Story by
Boris Veldhuijzen van Zanten
Founder & board member, TNWBoris is a serial entrepreneur who founded not only TNW, but also V3 Redirect Services (sold), HubHop Wireless Internet Provider (sold), and Boris is a serial entrepreneur who founded not only TNW, but also V3 Redirect Services (sold), HubHop Wireless Internet Provider (sold), and pr.co. Boris is very active on Twitter as @Boris and Instagram: @Boris.
Biz Stone launching Jelly, Sean Parker launching Airtime, Ashton Kutcher investing in your company, Ray Ozzie launching Talko.
Having a world-famous, previously successful, founder or investor doesn’t give you any guarantees of success. In fact, I’m starting to suspect that once the extra attention you get for being able to name-drop someone famous, it will work against you.
People love supporting the romantic idea of a young entrepreneur hacking away on a genius product from a garage. That’s the dream you want to support.
A millionaire team with seemingly unlimited resources that can throw a luxurious launch party and afford to hire the best designers? You’re going to adopt a platform to make a bunch of rich people even richer? I just don’t think that gets our sympathy vote.
If you are rich and famous, or are about to attract a rockstar informal investor I would keep it quiet until your product becomes popular on its own merits, and maybe then you can subtly hint at the famous people involved.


→ **BRIEF**
Every record must come back unchanged, apart from the pictures, which are dropped.

(Dataset entries on figures)
────────────────────

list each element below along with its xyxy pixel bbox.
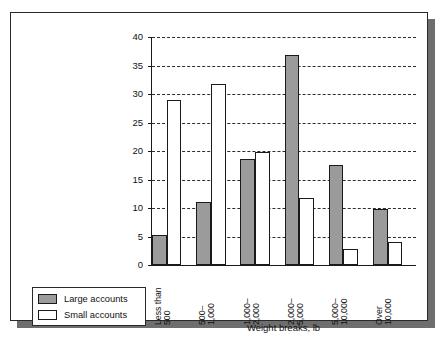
x-tick-label: 5,000–10,000 — [331, 269, 345, 325]
x-tick-label: 1,000–2,000 — [243, 269, 257, 325]
plot-area: 0510152025303540 — [151, 37, 416, 265]
legend-label: Large accounts — [64, 294, 128, 304]
bar — [152, 235, 167, 265]
bar — [388, 242, 403, 265]
legend-label: Small accounts — [64, 310, 127, 320]
legend-swatch-large — [38, 294, 57, 304]
y-tick-label: 10 — [117, 203, 143, 213]
bar — [211, 84, 226, 265]
x-tick-label-line2: 500 — [163, 269, 172, 325]
bar — [299, 198, 314, 265]
chart-legend: Large accountsSmall accounts — [32, 287, 146, 326]
bar — [255, 152, 270, 265]
bar — [343, 249, 358, 265]
x-axis-baseline — [152, 265, 416, 266]
x-tick-label-line2: 2,000 — [251, 269, 260, 325]
y-tick-label: 0 — [117, 260, 143, 270]
bar — [329, 165, 344, 265]
y-tick-label: 15 — [117, 175, 143, 185]
x-axis-tick-labels: Less than500500–1,0001,000–2,0002,000–5,… — [151, 269, 416, 325]
gridline — [152, 37, 416, 38]
chart-figure-frame: Percent of shipments 0510152025303540 Le… — [10, 12, 428, 321]
y-tick-label: 35 — [117, 61, 143, 71]
bar — [196, 202, 211, 265]
y-tick-label: 20 — [117, 146, 143, 156]
x-tick-label: Less than500 — [154, 269, 168, 325]
y-tick-mark — [148, 66, 152, 67]
bar — [167, 100, 182, 265]
bar — [285, 55, 300, 265]
y-tick-mark — [148, 180, 152, 181]
legend-item: Large accounts — [38, 292, 140, 306]
x-tick-label-line2: 5,000 — [296, 269, 305, 325]
x-tick-label-line2: 1,000 — [207, 269, 216, 325]
x-tick-label: 2,000–5,000 — [287, 269, 301, 325]
legend-item: Small accounts — [38, 308, 140, 322]
y-tick-label: 30 — [117, 89, 143, 99]
y-tick-mark — [148, 208, 152, 209]
x-axis-title: Weight breaks, lb — [151, 322, 416, 333]
x-tick-label-line2: 10,000 — [340, 269, 349, 325]
y-tick-mark — [148, 265, 152, 266]
bar — [373, 209, 388, 265]
bar — [240, 159, 255, 265]
y-tick-mark — [148, 94, 152, 95]
y-tick-mark — [148, 37, 152, 38]
y-tick-label: 5 — [117, 232, 143, 242]
y-tick-label: 25 — [117, 118, 143, 128]
legend-swatch-small — [38, 310, 57, 320]
x-tick-label: Over10,000 — [375, 269, 389, 325]
y-tick-mark — [148, 123, 152, 124]
y-tick-mark — [148, 151, 152, 152]
x-tick-label: 500–1,000 — [198, 269, 212, 325]
y-tick-label: 40 — [117, 32, 143, 42]
x-tick-label-line2: 10,000 — [384, 269, 393, 325]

────────────────────

→ **EXERCISE RESPONSE**
list each element below along with its xyxy pixel bbox.
x-tick-label: 5,000–10,000 — [331, 269, 345, 325]
x-tick-label: 1,000–2,000 — [243, 269, 257, 325]
plot-area: 0510152025303540 — [151, 37, 416, 265]
legend-label: Large accounts — [64, 294, 128, 304]
bar — [152, 235, 167, 265]
bar — [388, 242, 403, 265]
legend-label: Small accounts — [64, 310, 127, 320]
legend-swatch-large — [38, 294, 57, 304]
y-tick-label: 10 — [117, 203, 143, 213]
bar — [211, 84, 226, 265]
x-tick-label-line2: 500 — [163, 269, 172, 325]
bar — [299, 198, 314, 265]
chart-legend: Large accountsSmall accounts — [32, 287, 146, 326]
bar — [255, 152, 270, 265]
bar — [343, 249, 358, 265]
x-axis-baseline — [152, 265, 416, 266]
x-tick-label-line2: 2,000 — [251, 269, 260, 325]
y-tick-label: 0 — [117, 260, 143, 270]
bar — [329, 165, 344, 265]
y-tick-label: 15 — [117, 175, 143, 185]
x-axis-tick-labels: Less than500500–1,0001,000–2,0002,000–5,… — [151, 269, 416, 325]
gridline — [152, 37, 416, 38]
chart-figure-frame: Percent of shipments 0510152025303540 Le… — [10, 12, 428, 321]
y-tick-label: 35 — [117, 61, 143, 71]
bar — [196, 202, 211, 265]
y-tick-label: 20 — [117, 146, 143, 156]
x-tick-label: Less than500 — [154, 269, 168, 325]
y-tick-mark — [148, 66, 152, 67]
bar — [167, 100, 182, 265]
bar — [285, 55, 300, 265]
y-tick-mark — [148, 180, 152, 181]
legend-item: Large accounts — [38, 292, 140, 306]
x-tick-label-line2: 5,000 — [296, 269, 305, 325]
x-tick-label-line2: 1,000 — [207, 269, 216, 325]
x-tick-label: 2,000–5,000 — [287, 269, 301, 325]
legend-item: Small accounts — [38, 308, 140, 322]
y-tick-label: 30 — [117, 89, 143, 99]
y-tick-mark — [148, 208, 152, 209]
x-axis-title: Weight breaks, lb — [151, 322, 416, 333]
x-tick-label-line2: 10,000 — [340, 269, 349, 325]
y-tick-mark — [148, 265, 152, 266]
bar — [373, 209, 388, 265]
bar — [240, 159, 255, 265]
y-tick-mark — [148, 94, 152, 95]
y-tick-mark — [148, 37, 152, 38]
y-tick-label: 5 — [117, 232, 143, 242]
y-tick-label: 25 — [117, 118, 143, 128]
legend-swatch-small — [38, 310, 57, 320]
x-tick-label: Over10,000 — [375, 269, 389, 325]
y-tick-mark — [148, 123, 152, 124]
y-tick-mark — [148, 151, 152, 152]
x-tick-label: 500–1,000 — [198, 269, 212, 325]
y-tick-label: 40 — [117, 32, 143, 42]
x-tick-label-line2: 10,000 — [384, 269, 393, 325]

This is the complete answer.